The 7th Guest pissed me off no end. You couldn't backtrack without wading -- and waiting -- through all the cutesy-poo animation sequences over again. The tenth time that maze made me listen to "Feeling a little...LOOONELY?" I punched out of it.
rj
What is a grue?
rj
Who says they had any such right, especially FDR who knew perfectly well he was dying? They simply DID it, with collusion from the press...and if FDR's brain had blown out twelve weeks earlier, there would have been no Cold War. The Russians wouldn't have needed one.
rj
They don't always...but then the government does it for them.
rj
She skipped the 3rd grade
Hope she had a fast-track program to make it work. I skipped third grade in 1949 and just went from an ordinary second grade class to an ordinary fourth...it raised a lot more problems than it solved: last pick on PE teams, bullying from the dimbulbs and so forth. I had a high-school classmate who skipped two grades, and it was even worse for him.
rj
Well, here's a scenario:
1. Spammer goes to jail for 21 months and doesn't like it.
2. He arranges with a confederate to be waiting at an airport with an airplane and his money stash the day he busts out.
3. He busts out, makes his way to the airport, and finds the friend and money left without him.
4. Now all he has is a free ticket to a real pound-me-in-the-ass prison.

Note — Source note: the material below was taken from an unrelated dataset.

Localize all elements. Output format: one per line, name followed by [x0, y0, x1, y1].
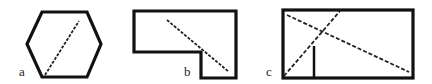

5. He now has a good reason to off himself. And he suspects his wife of complicity, so he offs her too.
rj
Ummm, no. More like 1.7x.
Surface gravity is proportional to the cube root of the mass if you assume similar composition, because it's proportional to the planet's mass and inversely proportional to the distance from the center of mass to the surface (i.e. the planet's radius). The radius will be 5^(1/3) = 1.71x. The gravity will then be 5/(1.71^2) = 1.71x.